RocksDB based on LSM-Tree is widely used in Facebook. This work aims to model and analysis RocksDB workloads at Facebook.
Use Case
- UDB, storing social graph data.
- MyRocks uses RocksDB instead of InnoDB of MySQL. Since RocksDB doesn’t support structured data, key and value would be organized as structured. And the composition schema is different:
Seems like a strong key pattern here..
- MyRocks uses RocksDB instead of InnoDB of MySQL. Since RocksDB doesn’t support structured data, key and value would be organized as structured. And the composition schema is different:
- ZippyDB, a distributed RocksDB based on Paxos.
- In this case, key is usually the name of objects and value is used to be pointers.
- UP2X to store user profile data and support ML/DL.
- It contains lots of statics information, as a result, lots of writes on UP2X.
Requests composition
for UDB and ZippyDB, GET requests dominates.
the standard deviation of key is relatively small while the deviation of value is large!
And values in UDB is larger than others about 3 times. (because Posts is big like a image or something
Key & value size distribution
In ZippyDB, most of data is around 50 bytes or 90 bytes. Similar in UP2X, the key size is around 10 bytes.
But when it comes to UDB, some are fixed around 10~20 bytes, while some related to the association’s secondary index can be very large (>100bytes)! Since we need to use those information to do iterate
Same with previous works, they find QPS have a strong diurnal pattern.
Access distribution
less than 5% of data are accessed during 24 hours. in other words, most of data are cold.
In UDB, 70% of data are write once without any update.
the stair in ZippyDB’s graph reveals that some of keys are often repeatedly selected as the start key to do iterate.
have a small hotspot here?
access distribution is related to key distribution! -> key space locality!
Also, for some query types, temporal locality is clear.
Difference with YCSB
Workloads generated by YCSB will lead to smaller write amplification and more reads compared with real workloads.
(because rocksDB is build upon a filesystem, those static data are collected on file system level)
The reason is hot keys is randomly put in key-space. This uniform distribution will cause more cache replacements, aka more reads.
How to deal with it?
Instead of only modeling the overall space, they cut space into pieces. In each piece, workloads follow the uniform distribution, while keep locality on the piece level.
it doesn’t make sense… since the logical, semantic distance is not key-address distance. Through it may cause similar read and write ratio on file system level, it’s still not REAL.
especially for structured key like in UDB
And based on this design, they bring some new benchmarks.
All tools and benchmarks are open sourced on Github.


■ Assignment:
Restate the records below exactly. Pictures are not part of the copy.

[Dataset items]
=== Section Start ===
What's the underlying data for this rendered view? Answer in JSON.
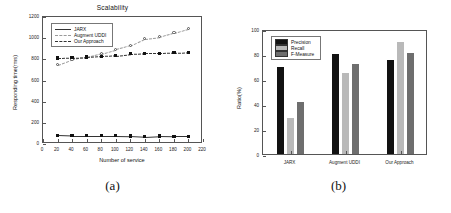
{
  "figure": {
    "panel_a_caption": "(a)",
    "panel_b_caption": "(b)"
  },
  "colors": {
    "precision": "#121212",
    "recall": "#b9b9b9",
    "f_measure": "#6e6e6e",
    "axis": "#555555",
    "line_dark": "#333333",
    "line_light": "#9a9a9a"
  },
  "chart_data": [
    {
      "type": "line",
      "panel": "a",
      "title": "Scalability",
      "xlabel": "Number of service",
      "ylabel": "Responding time(rms)",
      "xlim": [
        0,
        220
      ],
      "ylim": [
        0,
        1200
      ],
      "xticks": [
        0,
        20,
        40,
        60,
        80,
        100,
        120,
        140,
        160,
        180,
        200,
        220
      ],
      "yticks": [
        0,
        200,
        400,
        600,
        800,
        1000,
        1200
      ],
      "grid": false,
      "legend_position": "top-left",
      "x": [
        20,
        40,
        60,
        80,
        100,
        120,
        140,
        160,
        180,
        200
      ],
      "series": [
        {
          "name": "JARX",
          "marker": "filled-square",
          "line": "solid",
          "values": [
            82,
            78,
            78,
            78,
            78,
            75,
            68,
            76,
            74,
            73
          ]
        },
        {
          "name": "Augment UDDI",
          "marker": "open-circle",
          "line": "dashed-light",
          "values": [
            748,
            800,
            820,
            855,
            893,
            930,
            995,
            1012,
            1052,
            1090
          ]
        },
        {
          "name": "Our Approach",
          "marker": "filled-square",
          "line": "dashed",
          "values": [
            812,
            815,
            822,
            830,
            835,
            852,
            857,
            858,
            862,
            868
          ]
        }
      ]
    },
    {
      "type": "bar",
      "panel": "b",
      "title": "",
      "xlabel": "",
      "ylabel": "Ratio(%)",
      "ylim": [
        0,
        100
      ],
      "yticks": [
        0,
        20,
        40,
        60,
        80,
        100
      ],
      "grid": false,
      "legend_position": "top-left",
      "categories": [
        "JARX",
        "Augment UDDI",
        "Our Approach"
      ],
      "series": [
        {
          "name": "Precision",
          "values": [
            70,
            80,
            75
          ]
        },
        {
          "name": "Recall",
          "values": [
            29,
            65,
            90
          ]
        },
        {
          "name": "F-Measure",
          "values": [
            42,
            72,
            81
          ]
        }
      ]
    }
  ]
}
=== Section End ===
■ Solution to this task:
What's the underlying data for this rendered view? Answer in JSON.
{
  "figure": {
    "panel_a_caption": "(a)",
    "panel_b_caption": "(b)"
  },
  "colors": {
    "precision": "#121212",
    "recall": "#b9b9b9",
    "f_measure": "#6e6e6e",
    "axis": "#555555",
    "line_dark": "#333333",
    "line_light": "#9a9a9a"
  },
  "chart_data": [
    {
      "type": "line",
      "panel": "a",
      "title": "Scalability",
      "xlabel": "Number of service",
      "ylabel": "Responding time(rms)",
      "xlim": [
        0,
        220
      ],
      "ylim": [
        0,
        1200
      ],
      "xticks": [
        0,
        20,
        40,
        60,
        80,
        100,
        120,
        140,
        160,
        180,
        200,
        220
      ],
      "yticks": [
        0,
        200,
        400,
        600,
        800,
        1000,
        1200
      ],
      "grid": false,
      "legend_position": "top-left",
      "x": [
        20,
        40,
        60,
        80,
        100,
        120,
        140,
        160,
        180,
        200
      ],
      "series": [
        {
          "name": "JARX",
          "marker": "filled-square",
          "line": "solid",
          "values": [
            82,
            78,
            78,
            78,
            78,
            75,
            68,
            76,
            74,
            73
          ]
        },
        {
          "name": "Augment UDDI",
          "marker": "open-circle",
          "line": "dashed-light",
          "values": [
            748,
            800,
            820,
            855,
            893,
            930,
            995,
            1012,
            1052,
            1090
          ]
        },
        {
          "name": "Our Approach",
          "marker": "filled-square",
          "line": "dashed",
          "values": [
            812,
            815,
            822,
            830,
            835,
            852,
            857,
            858,
            862,
            868
          ]
        }
      ]
    },
    {
      "type": "bar",
      "panel": "b",
      "title": "",
      "xlabel": "",
      "ylabel": "Ratio(%)",
      "ylim": [
        0,
        100
      ],
      "yticks": [
        0,
        20,
        40,
        60,
        80,
        100
      ],
      "grid": false,
      "legend_position": "top-left",
      "categories": [
        "JARX",
        "Augment UDDI",
        "Our Approach"
      ],
      "series": [
        {
          "name": "Precision",
          "values": [
            70,
            80,
            75
          ]
        },
        {
          "name": "Recall",
          "values": [
            29,
            65,
            90
          ]
        },
        {
          "name": "F-Measure",
          "values": [
            42,
            72,
            81
          ]
        }
      ]
    }
  ]
}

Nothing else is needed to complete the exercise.